5.3 Variance Corridor

±25 to ±41 percent
Travel has the most unstable reasoning paths across the cohort.


6. Cross Sector Insights: What the Benchmarks Reveal

6.1 Surface Visibility Is a Misleading Indicator

CPG appears strongest on first-turn surfaces but performs worst on persistence. Finance, with lower initial recall, is more reliable by the fifth turn. Travel sits at the intersection: high surface exposure and high volatility.

6.2 Sector Exposure Is Endogenous to Model Architecture

Visibility is shaped by how assistants route entities, resolve ambiguity, and integrate retrieval signals.
• CPG → noise from broad product universes
• Finance → stability from structured entity sets
• Travel → fragmentation from multi-hop routing and contextual safety layers

6.3 PSOS Without AVII Produces Systematic Errors

Relying only on PSOS creates:
• Overestimation of CPG reliability
• Underestimation of Finance durability
• Misclassification of Travel volatility as random rather than structural

AVII is required to interpret PSOS correctly.

6.4 Governance Exposure Differs by Sector

• CPG: disclosure risk from volatility and false positives
• Finance: lower visibility risk, higher scrutiny on factual integrity
• Travel: high-risk sector requiring continuous monitoring, not periodic checks

These differences matter for FY26 audit and risk reporting.

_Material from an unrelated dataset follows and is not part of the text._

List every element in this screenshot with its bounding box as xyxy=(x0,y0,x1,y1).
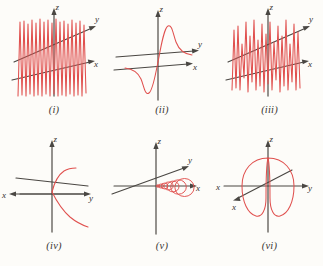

7. Enterprise Application Framework

7.1 Risk Thresholds

Benchmarks serve as guardrails. Values substantially outside sector ranges signal meaningfully elevated exposure.

7.2 FY26 Audit Alignment

AVII ranges map directly to reproducibility and traceability requirements under emerging assurance expectations.

7.3 Operational Prioritisation

• CPG requires stability remediation
• Finance requires outcome-layer integrity checks
• Travel requires continuous monitoring

7.4 Forecasting and Capital Allocation

Visibility volatility should be treated as part of revenue at risk modelling. Sector differences directly influence projection confidence intervals.


8. Conclusion: Sector Evidence Must Replace General Visibility Claims

The evidence shows that visibility does not generalise across sectors. Without benchmarks, enterprises misjudge stability, misread volatility, and make incorrect assumptions about exposure.

Sector variance is now a governance variable.

PSOS measures presence.

AVII measures integrity.

Used together, they provide the evidential foundation required for FY26 oversight, reporting, and operational control.